German politicians who failed in previous attempts to have courts derail European Union policy filed lawsuits at the country’s top court challenging the European Central Bank’s 1.1 trillion-euro ($1.2 trillion) asset-purchase program.
Three suits were filed over the last six months, according to Michael Allmendinger, a spokesman for the Federal Constitutional Court in Karlsruhe. Bernd Lucke, the head of political party ALFA, brought a case in September. Ex-lawmaker Peter Gauweiler said in an e-mailed statement that he also filed a complaint last month.
“With its euphemistically so-called Quantitative Easing policy, the ECB is seeking to inflame inflation by printing huge amounts of money,” said Gauweiler, who was behind a case that resulted in a ruling from the EU’s top court earlier this year. “This program is economic policy and first and foremost serves private banks from which the ECB purchases problematic loans. It is turning itself into the bad bank of Europe.”
Nine months into the bond-buying program, the main goal of spurring inflation toward the ECB’s goal of close to but below 2 percent remains elusive with price increases still largely absent from the 19-nation euro region. With the economy at risk of cooling amid weaker growth in China and a slowdown in global trade, ECB President Mario Draghi has held out the prospect of more stimulus next month, when new consumer-price and growth forecasts will be published.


** ABOUT THIS TASK **
Each line of the records that holds "every" should be shown in full.

___ GIVEN INFORMATION ___

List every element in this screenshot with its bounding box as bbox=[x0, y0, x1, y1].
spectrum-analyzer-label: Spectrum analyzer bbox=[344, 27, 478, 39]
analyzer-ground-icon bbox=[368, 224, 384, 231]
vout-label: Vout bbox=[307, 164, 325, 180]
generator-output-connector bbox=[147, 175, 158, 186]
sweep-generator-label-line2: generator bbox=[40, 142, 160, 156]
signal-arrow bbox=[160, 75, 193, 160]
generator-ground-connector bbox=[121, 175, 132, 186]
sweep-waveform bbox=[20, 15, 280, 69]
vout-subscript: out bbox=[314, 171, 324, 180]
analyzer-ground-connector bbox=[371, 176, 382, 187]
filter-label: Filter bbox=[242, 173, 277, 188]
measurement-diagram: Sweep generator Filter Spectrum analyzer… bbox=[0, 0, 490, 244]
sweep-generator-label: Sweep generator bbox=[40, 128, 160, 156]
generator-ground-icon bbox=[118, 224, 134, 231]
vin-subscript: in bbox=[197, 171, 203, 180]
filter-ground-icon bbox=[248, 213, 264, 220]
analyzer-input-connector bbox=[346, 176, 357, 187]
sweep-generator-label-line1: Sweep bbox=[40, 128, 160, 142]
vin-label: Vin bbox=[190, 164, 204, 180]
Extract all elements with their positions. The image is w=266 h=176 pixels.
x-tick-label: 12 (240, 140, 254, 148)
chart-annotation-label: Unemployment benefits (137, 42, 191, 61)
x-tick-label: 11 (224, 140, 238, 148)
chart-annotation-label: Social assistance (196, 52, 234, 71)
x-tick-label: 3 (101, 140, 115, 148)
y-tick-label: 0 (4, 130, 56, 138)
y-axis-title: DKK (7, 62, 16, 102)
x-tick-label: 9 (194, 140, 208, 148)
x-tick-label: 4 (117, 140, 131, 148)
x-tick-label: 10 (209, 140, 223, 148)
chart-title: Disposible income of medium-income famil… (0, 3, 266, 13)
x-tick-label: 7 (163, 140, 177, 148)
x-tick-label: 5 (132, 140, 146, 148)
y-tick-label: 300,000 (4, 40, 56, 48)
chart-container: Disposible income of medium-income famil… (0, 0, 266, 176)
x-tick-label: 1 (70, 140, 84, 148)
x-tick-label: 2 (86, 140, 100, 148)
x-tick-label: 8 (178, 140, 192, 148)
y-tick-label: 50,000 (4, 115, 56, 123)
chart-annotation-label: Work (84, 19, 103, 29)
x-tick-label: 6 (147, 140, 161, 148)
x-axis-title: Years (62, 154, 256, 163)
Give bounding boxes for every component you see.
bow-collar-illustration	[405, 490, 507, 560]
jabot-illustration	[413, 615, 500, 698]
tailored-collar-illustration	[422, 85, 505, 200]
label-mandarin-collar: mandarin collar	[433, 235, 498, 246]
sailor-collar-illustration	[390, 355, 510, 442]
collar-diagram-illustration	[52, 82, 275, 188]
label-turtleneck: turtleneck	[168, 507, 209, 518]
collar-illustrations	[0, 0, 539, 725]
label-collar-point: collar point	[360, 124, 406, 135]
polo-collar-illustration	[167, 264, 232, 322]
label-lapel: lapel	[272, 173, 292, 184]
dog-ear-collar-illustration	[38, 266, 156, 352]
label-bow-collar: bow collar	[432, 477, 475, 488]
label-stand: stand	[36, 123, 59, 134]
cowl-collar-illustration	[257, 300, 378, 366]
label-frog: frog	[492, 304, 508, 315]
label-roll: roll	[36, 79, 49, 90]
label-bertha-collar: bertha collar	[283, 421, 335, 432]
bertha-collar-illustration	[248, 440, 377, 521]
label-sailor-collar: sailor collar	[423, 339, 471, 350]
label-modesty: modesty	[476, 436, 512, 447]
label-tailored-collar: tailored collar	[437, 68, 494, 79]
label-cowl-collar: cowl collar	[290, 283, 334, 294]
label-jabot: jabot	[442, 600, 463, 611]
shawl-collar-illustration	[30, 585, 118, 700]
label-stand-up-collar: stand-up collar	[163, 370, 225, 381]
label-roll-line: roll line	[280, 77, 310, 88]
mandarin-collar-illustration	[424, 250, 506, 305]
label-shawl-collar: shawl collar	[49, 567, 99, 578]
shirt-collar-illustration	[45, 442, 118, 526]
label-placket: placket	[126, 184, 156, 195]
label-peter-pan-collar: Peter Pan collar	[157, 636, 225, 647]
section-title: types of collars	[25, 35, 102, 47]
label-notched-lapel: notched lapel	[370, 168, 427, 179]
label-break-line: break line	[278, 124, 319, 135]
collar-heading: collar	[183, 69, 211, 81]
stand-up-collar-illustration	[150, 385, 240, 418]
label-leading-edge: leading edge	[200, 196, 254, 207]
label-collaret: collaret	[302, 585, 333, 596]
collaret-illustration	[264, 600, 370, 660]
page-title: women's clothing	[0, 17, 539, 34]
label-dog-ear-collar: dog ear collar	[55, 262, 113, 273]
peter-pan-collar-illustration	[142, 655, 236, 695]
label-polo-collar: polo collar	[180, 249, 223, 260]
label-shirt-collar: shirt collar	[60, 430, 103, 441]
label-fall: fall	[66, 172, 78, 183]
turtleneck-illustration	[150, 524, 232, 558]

___
___ GIVEN INFORMATION ___

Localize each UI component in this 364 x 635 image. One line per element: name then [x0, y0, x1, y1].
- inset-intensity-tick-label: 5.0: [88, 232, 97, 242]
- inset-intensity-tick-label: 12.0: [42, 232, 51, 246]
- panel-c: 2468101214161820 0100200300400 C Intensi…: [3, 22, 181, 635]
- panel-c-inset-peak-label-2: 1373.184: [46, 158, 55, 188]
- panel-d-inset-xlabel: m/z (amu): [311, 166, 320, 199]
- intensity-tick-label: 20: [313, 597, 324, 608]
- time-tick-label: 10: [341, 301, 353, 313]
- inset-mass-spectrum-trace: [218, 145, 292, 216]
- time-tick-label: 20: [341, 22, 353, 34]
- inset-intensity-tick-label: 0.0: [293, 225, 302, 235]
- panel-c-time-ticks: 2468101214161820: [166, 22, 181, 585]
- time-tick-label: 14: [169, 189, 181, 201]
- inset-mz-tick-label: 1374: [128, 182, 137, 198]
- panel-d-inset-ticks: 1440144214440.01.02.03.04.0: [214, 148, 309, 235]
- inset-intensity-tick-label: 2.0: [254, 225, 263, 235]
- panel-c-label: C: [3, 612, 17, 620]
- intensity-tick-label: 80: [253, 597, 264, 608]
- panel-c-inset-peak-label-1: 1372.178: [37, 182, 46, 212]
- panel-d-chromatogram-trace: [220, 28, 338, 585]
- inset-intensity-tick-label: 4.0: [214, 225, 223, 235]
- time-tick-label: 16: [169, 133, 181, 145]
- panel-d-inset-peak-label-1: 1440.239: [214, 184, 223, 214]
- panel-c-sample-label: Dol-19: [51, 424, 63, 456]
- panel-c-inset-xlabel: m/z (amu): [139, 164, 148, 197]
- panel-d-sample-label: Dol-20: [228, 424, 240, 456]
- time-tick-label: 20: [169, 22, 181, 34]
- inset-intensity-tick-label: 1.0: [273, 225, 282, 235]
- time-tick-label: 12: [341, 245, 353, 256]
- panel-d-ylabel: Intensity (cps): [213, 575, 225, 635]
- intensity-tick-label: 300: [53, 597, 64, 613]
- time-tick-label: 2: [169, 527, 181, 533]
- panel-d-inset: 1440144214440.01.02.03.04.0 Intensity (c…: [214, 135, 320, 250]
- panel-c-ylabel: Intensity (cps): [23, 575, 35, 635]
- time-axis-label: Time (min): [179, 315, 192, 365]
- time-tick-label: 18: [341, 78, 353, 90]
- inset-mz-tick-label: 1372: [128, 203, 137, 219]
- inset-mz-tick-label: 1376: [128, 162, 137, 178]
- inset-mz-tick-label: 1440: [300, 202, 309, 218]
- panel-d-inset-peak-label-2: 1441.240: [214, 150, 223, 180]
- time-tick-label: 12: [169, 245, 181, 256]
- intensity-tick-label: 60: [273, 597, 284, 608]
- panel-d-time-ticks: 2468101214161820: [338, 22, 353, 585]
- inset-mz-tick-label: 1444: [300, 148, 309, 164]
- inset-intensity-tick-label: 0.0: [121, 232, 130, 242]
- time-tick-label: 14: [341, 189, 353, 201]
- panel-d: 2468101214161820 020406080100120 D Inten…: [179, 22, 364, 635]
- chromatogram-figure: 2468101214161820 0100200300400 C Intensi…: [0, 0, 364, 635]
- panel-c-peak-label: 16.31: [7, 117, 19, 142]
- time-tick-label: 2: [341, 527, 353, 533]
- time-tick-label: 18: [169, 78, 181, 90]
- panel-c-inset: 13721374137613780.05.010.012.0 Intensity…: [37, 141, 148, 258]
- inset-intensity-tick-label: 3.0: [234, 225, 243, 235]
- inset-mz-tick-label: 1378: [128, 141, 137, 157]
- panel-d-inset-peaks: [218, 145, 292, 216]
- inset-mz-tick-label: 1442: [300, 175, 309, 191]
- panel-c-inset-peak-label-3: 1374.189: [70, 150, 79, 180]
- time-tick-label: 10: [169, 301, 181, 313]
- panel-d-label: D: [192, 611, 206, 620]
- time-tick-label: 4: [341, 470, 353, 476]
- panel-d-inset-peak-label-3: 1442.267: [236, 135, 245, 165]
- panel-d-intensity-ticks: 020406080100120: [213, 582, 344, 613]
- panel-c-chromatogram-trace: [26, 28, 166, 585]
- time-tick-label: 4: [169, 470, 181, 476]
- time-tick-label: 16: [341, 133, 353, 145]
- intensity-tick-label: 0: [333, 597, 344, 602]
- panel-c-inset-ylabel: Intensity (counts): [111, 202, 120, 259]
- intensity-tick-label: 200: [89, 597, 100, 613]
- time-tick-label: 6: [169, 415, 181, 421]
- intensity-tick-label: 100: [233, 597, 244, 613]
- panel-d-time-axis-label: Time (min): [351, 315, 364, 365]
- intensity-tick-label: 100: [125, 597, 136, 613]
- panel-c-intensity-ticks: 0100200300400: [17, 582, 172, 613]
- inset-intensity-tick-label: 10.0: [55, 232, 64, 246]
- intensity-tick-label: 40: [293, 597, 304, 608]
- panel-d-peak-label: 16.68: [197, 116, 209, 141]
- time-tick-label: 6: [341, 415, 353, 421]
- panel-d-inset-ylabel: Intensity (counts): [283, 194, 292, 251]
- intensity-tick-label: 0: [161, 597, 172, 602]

___

** REPLY **
List every element in this screenshot with its bounding box as bbox=[x0, y0, x1, y1].
Give bounding boxes for every component you see.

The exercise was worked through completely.